All along, some crisis centers had been invoking ideas more consonant with dominant ways of thinking about women in Russia. Regional crisis centers, even those
that identified as feminist and drew upon human rights rhetoric, were more likely than those in St. Petersburg or Moscow to employ neotraditional, especially ma- ternalist, gender ideologies, often signified in their use of the Russian term “violence in the family” rather than “domestic violence.” For example, in the Volga city of Saratov, the crisis center campaigned using slogans on posters such as “Defend my mother” (Johnson 2001). Better than other issues raised by global feminists, this framing of domestic violence could also resonate with the mater — nalist women’s groups that had first emerged under Gorbachev (Hrycak 2002).21 But because this framing was so resonant with Russian ideas about “protecting of women and children” that did not hold abusers accountable, the more radical movement leaders were skeptical of such organizations and this way of talking about domestic violence.22
By 2001, encouraged by shifts in leadership, expansion of the movement to the regions, and the realization of the costs of appropriating global norms virtually unchanged,23 the movement as a whole began to tactically employ these kinds of maternalist ways of framing domestic violence, more often using the translation of “violence in the family.” Although some of the new crisis centers stimulated by the infusion of democracy assistance were simply maternalist, the new leadership balanced maternalism and global feminism (Johnson 2007a).

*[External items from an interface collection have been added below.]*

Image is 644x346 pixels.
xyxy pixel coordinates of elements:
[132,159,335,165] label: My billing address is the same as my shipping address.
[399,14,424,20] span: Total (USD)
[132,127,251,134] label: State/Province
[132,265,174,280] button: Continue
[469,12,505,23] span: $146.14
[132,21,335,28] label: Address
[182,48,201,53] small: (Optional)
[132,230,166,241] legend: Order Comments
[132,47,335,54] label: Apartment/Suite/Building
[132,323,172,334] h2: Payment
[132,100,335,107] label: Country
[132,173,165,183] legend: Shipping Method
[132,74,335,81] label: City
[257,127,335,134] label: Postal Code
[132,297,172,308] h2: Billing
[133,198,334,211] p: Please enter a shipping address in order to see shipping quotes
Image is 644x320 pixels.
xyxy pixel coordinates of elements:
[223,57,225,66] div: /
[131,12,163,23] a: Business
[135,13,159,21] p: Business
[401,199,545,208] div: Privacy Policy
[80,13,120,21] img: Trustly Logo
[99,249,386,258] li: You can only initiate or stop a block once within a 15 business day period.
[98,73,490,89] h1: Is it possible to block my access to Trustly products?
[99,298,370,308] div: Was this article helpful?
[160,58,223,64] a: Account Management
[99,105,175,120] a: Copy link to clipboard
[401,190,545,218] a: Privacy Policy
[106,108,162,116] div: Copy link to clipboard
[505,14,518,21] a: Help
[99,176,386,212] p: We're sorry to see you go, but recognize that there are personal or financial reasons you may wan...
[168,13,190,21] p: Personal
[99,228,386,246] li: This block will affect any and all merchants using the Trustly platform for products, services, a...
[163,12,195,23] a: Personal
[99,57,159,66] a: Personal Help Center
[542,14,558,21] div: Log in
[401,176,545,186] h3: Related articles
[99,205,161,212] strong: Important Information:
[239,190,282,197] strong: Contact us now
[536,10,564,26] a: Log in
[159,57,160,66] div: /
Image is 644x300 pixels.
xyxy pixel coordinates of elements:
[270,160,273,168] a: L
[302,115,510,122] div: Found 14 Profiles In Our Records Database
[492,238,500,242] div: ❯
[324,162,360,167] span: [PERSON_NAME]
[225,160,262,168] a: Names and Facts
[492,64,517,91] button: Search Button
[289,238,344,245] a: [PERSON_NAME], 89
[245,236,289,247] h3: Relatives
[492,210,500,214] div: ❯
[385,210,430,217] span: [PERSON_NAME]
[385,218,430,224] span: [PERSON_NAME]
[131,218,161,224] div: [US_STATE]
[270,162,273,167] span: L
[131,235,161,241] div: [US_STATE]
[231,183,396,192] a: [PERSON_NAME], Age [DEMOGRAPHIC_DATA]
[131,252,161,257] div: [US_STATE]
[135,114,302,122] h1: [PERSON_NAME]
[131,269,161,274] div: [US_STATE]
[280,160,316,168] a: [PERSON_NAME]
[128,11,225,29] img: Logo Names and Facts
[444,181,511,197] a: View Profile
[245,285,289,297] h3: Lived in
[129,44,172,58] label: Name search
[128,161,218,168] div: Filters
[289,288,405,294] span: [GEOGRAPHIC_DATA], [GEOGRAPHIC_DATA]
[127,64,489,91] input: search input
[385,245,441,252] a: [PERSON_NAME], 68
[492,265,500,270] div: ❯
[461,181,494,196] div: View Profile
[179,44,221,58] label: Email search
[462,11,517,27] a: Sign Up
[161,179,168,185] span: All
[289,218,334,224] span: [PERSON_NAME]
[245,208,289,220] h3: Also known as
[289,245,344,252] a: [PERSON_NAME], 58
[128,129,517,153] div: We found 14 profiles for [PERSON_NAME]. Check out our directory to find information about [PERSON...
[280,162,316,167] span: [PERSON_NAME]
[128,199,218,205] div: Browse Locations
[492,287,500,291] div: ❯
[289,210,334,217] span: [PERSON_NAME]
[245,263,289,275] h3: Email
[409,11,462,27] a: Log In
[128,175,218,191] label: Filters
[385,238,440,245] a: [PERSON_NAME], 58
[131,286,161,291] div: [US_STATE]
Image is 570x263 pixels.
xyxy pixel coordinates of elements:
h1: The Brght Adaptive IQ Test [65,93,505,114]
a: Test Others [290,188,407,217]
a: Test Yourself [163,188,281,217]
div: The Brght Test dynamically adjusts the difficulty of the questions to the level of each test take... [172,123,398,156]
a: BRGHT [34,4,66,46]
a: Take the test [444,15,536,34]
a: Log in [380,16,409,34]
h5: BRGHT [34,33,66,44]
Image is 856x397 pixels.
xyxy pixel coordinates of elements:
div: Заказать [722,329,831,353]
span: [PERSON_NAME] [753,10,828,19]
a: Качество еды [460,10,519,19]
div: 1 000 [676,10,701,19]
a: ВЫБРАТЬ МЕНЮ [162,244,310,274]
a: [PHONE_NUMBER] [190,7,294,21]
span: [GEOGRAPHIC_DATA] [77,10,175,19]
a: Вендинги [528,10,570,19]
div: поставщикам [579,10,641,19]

As explained by the Saratov crisis center director who became a national leader, using maternalism was the best way to bring attention to domestic violence because “women [as a category of rights-bearing citizens] are not heard in Russia.”24 Reflecting the activist leaders’ Soviet heritage, translation of the global norm also included the incorporation of economic violence—“the refusal to allow the woman to go to work or pressure to stop working; complete control over the woman’s income.”25
In other words, with global feminist support, the movement’s leaders translated global ideas about domestic violence into the Russian vernacular. In the language of social movement theory, they had amplified their frame of domestic violence by drawing upon already existing values in Russian society.26 But, at the same time, as elsewhere in the global movement against gender violence, they had developed a double consciousness, articulating their claims in different ways in different domestic and global contexts (Merry 2006a, 3): using maternalism and “violence in the family” in Russia, and what American activist Elizabeth Schneider (2002) called the radical feminist frame and the more globally recognized term “domestic violence” to global feminists, donors, and human rights advocates (Johnson 2007a). The women’s crisis centers, while seeking a transformation of gender ideology by holding (men) batterers more accountable than (women) victims, simultaneously tapped into existing gender ideology, especially the neotraditionalism that extols women’s contributions as mothers. Much as with the activists’ transplantation of the crisis center model, the movement adjusted the global concept of domestic violence to fit the Russian context even while continuing to challenge the gender order. While earlier interventions might have curtailed opportunities for such translation, global feminist calls for recognizing autonomous self-organization (Weldon 2006) meant that such localization was at least tolerated, if not promoted.27
This negotiation between neotraditionalism and feminism may be activists’ best hope for protesting domestic violence and gender after communism, especially in societies that remain less than democratic (Johnson and Robinson 2007). As Chela Sandoval (2000) found for U. S. women of color and third-world women, “shifting” between different ideologies and frames may be the most effective challenge to the dominant, often binary, ways of thinking. In Sandoval’s words, “[t]he idea here, [is] that the citizen-subject can learn to identify, develop, and control the means of ideology, that is marshal the knowledge necessary to ‘break with ideology’ while at the same time also speaking in, and from within, ideology.”
In 2002, as donors began to withdraw their support, the importance of this international funding for feminist activism became more apparent.28 The new funding environment supported only small feminist actions, such as a booth at family day by the Russian Association of Crisis Centers for Women (RACCW) in 2004, or larger actions by those less radical, such as the Altai Crisis Center for Men’s 2005 white ribbon campaign, in which they distributed informational materials about nonviolence within families. The only major public awareness campaign was part of the unsuccessful RACCW—Women’s Aid project on domestic violence among ethnic minorities^9 One hopeful sign is that, after years of pressure from gender violence activists, the Council of Europe initiated a two — year campaign against gender violence across its member states, including Russia, 2006-2008.
raising some awareness
Perhaps unsurprisingly, intervention helped provide the inputs for public awareness campaigns: the slogans and images for pamphlets, fliers, posters, and TV or radio spots on domestic violence. The tougher question is whether these campaigns, as influenced as they were by foreign ideas and moneys, nudged society toward change in its perception of domestic violence.